Before publishing the study, Killingsworth was a member of a team of scientists dedicated to challenging the idea that happiness can’t be bought. He worked alongside the late Nobel Prize-winning economist and psychologist Daniel Kahneman, who famously challenged the findings in his famous 2010 paper with economist Angus Deaton. At the time, Kahneman and Deaton claimed that happiness increased with income until around $60,000 to $90,000 a year, where it plateaued. Killingsworth worked with Kahneman and a team of fellow scientists to continue debunking the claims in the 2010 paper.

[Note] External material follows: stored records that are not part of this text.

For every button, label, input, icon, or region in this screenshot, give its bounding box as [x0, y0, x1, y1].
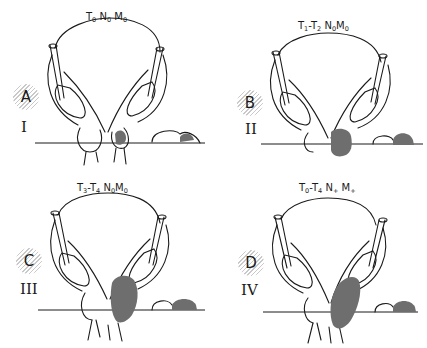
anatomy-drawing-a	[0, 0, 213, 165]
panel-b: T1-T2 N0M0 B II	[213, 0, 426, 165]
panel-a: T0 N0 M0 A I	[0, 0, 213, 165]
anatomy-drawing-d	[213, 165, 426, 348]
panel-c: T3-T4 N0M0 C III	[0, 165, 213, 330]
anatomy-drawing-c	[0, 165, 213, 348]
figure-caption-truncated	[6, 341, 426, 348]
anatomy-drawing-b	[213, 0, 426, 165]
panel-d: T0-T4 N+ M+ D IV	[213, 165, 426, 330]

Together, Kahneman and Killingsworth found that the correlation between money and happiness extended to people who earned at least $500,000 a year, measuring participants' daily happiness levels through a smartphone app developed by Killingsworth called Track Your Happiness. In an interview with the Washington PostKillingsworth noted that real-time data input allowed for more authentic results by “repeatedly pinging people at random times during daily life and asking them about their happiness at that moment in real time.”

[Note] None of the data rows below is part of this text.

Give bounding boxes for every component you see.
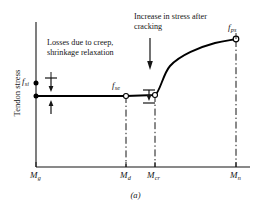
label-f-ps: fps (228, 22, 236, 33)
marker-origin-filled (34, 94, 39, 99)
label-f-ps-sub: ps (231, 26, 237, 33)
xtick-M-n-sub: n (238, 174, 241, 181)
xtick-M-cr-sub: cr (155, 174, 160, 181)
figure-caption: (a) (0, 190, 271, 200)
marker-M-d-open (124, 94, 129, 99)
cracking-arrow-head (147, 61, 153, 70)
xtick-M-d-base: M (120, 170, 128, 180)
label-f-si-sub: si (25, 80, 29, 87)
y-axis-label: Tendon stress (12, 50, 22, 136)
losses-annotation-text: Losses due to creep, shrinkage relaxatio… (47, 38, 119, 57)
droplines (126, 40, 236, 167)
xtick-label-M-cr: Mcr (147, 170, 160, 181)
loss-arrow-upper-head (49, 86, 54, 92)
marker-M-cr-open (153, 93, 158, 98)
label-f-se-sub: se (115, 84, 120, 91)
xtick-M-cr-base: M (147, 170, 155, 180)
xtick-M-d-sub: d (128, 174, 131, 181)
xtick-label-M-n: Mn (230, 170, 241, 181)
xtick-label-M-d: Md (120, 170, 131, 181)
xtick-M-g-sub: g (38, 174, 41, 181)
marker-f-si-filled (34, 81, 39, 86)
label-f-si: fsi (22, 76, 29, 87)
xtick-M-g-base: M (30, 170, 38, 180)
xtick-label-M-g: Mg (30, 170, 41, 181)
xtick-M-n-base: M (230, 170, 238, 180)
cracking-annotation-text: Increase in stress after cracking (134, 12, 222, 31)
figure-tendon-stress-diagram: Tendon stress Losses due to creep, shrin… (0, 0, 271, 211)
label-f-se: fse (112, 80, 120, 91)
x-axis-ticks (36, 162, 236, 167)
cracking-cap-head (147, 95, 152, 101)
loss-arrow-lower-head (49, 100, 54, 106)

After Kahneman's death, Killingsworth published his work with additional evidence indicating that those with a net worth of millions or billions reported average life satisfaction.

Combining the data used in his previous research, as well as the results of a 2018 study of 4,000 people with an average wealth of $3 million to $8 million from 17 countries, and a 1985 survey of the Forbes List of the richest Americans: Killingsworth was able to determine the correlation between greater wealth and higher levels of happiness.

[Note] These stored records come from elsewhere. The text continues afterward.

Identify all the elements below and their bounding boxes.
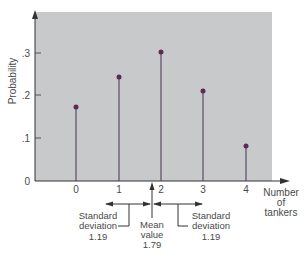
std-left-leader xyxy=(118,204,129,226)
y-tick-label: .2 xyxy=(22,90,31,101)
y-tick-label: .1 xyxy=(22,133,31,144)
std-left-label: deviation xyxy=(79,220,117,231)
data-point-1 xyxy=(117,75,122,80)
std-right-arrowhead-left-icon xyxy=(153,202,161,207)
data-point-2 xyxy=(159,50,164,55)
std-left-arrowhead-right-icon xyxy=(143,202,151,207)
std-right-arrow-icon xyxy=(195,202,203,207)
x-axis-label-line: tankers xyxy=(265,207,298,218)
x-tick-label: 4 xyxy=(243,184,249,195)
plot-area xyxy=(35,12,272,181)
std-right-leader xyxy=(178,204,188,226)
std-left-arrow-icon xyxy=(105,202,113,207)
x-axis-arrow-icon xyxy=(280,178,290,184)
x-tick-label: 3 xyxy=(200,184,206,195)
data-point-4 xyxy=(244,144,249,149)
y-axis-label: Probability xyxy=(7,58,18,105)
probability-stem-chart: .3 .2 .1 0 Probability 0 1 2 3 4 Number … xyxy=(0,0,306,258)
data-point-0 xyxy=(74,105,79,110)
mean-arrow-icon xyxy=(150,182,155,190)
std-left-value: 1.19 xyxy=(89,231,108,242)
x-tick-label: 0 xyxy=(73,184,79,195)
y-tick-label: .3 xyxy=(22,48,31,59)
x-tick-label: 1 xyxy=(116,184,122,195)
std-right-value: 1.19 xyxy=(202,231,221,242)
x-tick-label: 2 xyxy=(158,184,164,195)
mean-value: 1.79 xyxy=(143,239,162,250)
data-point-3 xyxy=(201,89,206,94)
y-tick-label: 0 xyxy=(24,176,30,187)
std-right-label: deviation xyxy=(192,220,230,231)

Those earning around $500,000 or more reported an average life satisfaction of 5.5 and a six out of seven, while those earning around $100,000 a year reported a rating of around 4.6. Those earning between $15,000 and $30,000 a year reported just over a four.

“The magnitude of the gap between the lowest and highest incomes is huge,” Killingsworth said, noting that this indicates a stark divide in happiness levels between middle- and upper-class people. “Within the bounds of what money can explain, a large part of that gap occurs above median income.”

While happiness cannot be bought, Killingsworth's study shows that money can help meet important needs such as adequate food, shelter and stability. While money is a significant factor in a person's overall satisfaction, in the happiness researcher's previous study with Kahneman, there was a minority of wealthy people who felt dissatisfied with their rising income.

“In simpler terms, this suggests that for most people higher incomes are associated with greater happiness,” Killingsworth told the Washington Post At the time, the exception was people who were well off but unhappy. For example, if you are rich and miserable, having more money won't help you. For everyone else, having more money was associated with greater happiness to somewhat varying degrees.

This “unhappy minority” amounted to 20 percent of participants whose unhappiness reportedly “declines with increasing income up to a threshold, and then shows no further progress.” However, these participants reported feelings associated with preexisting problems that did not correlate with their income, including heartbreak, grief, or clinical depression. Their “suffering” decreased slightly as their income increased to about $100,000, but not marginally beyond that.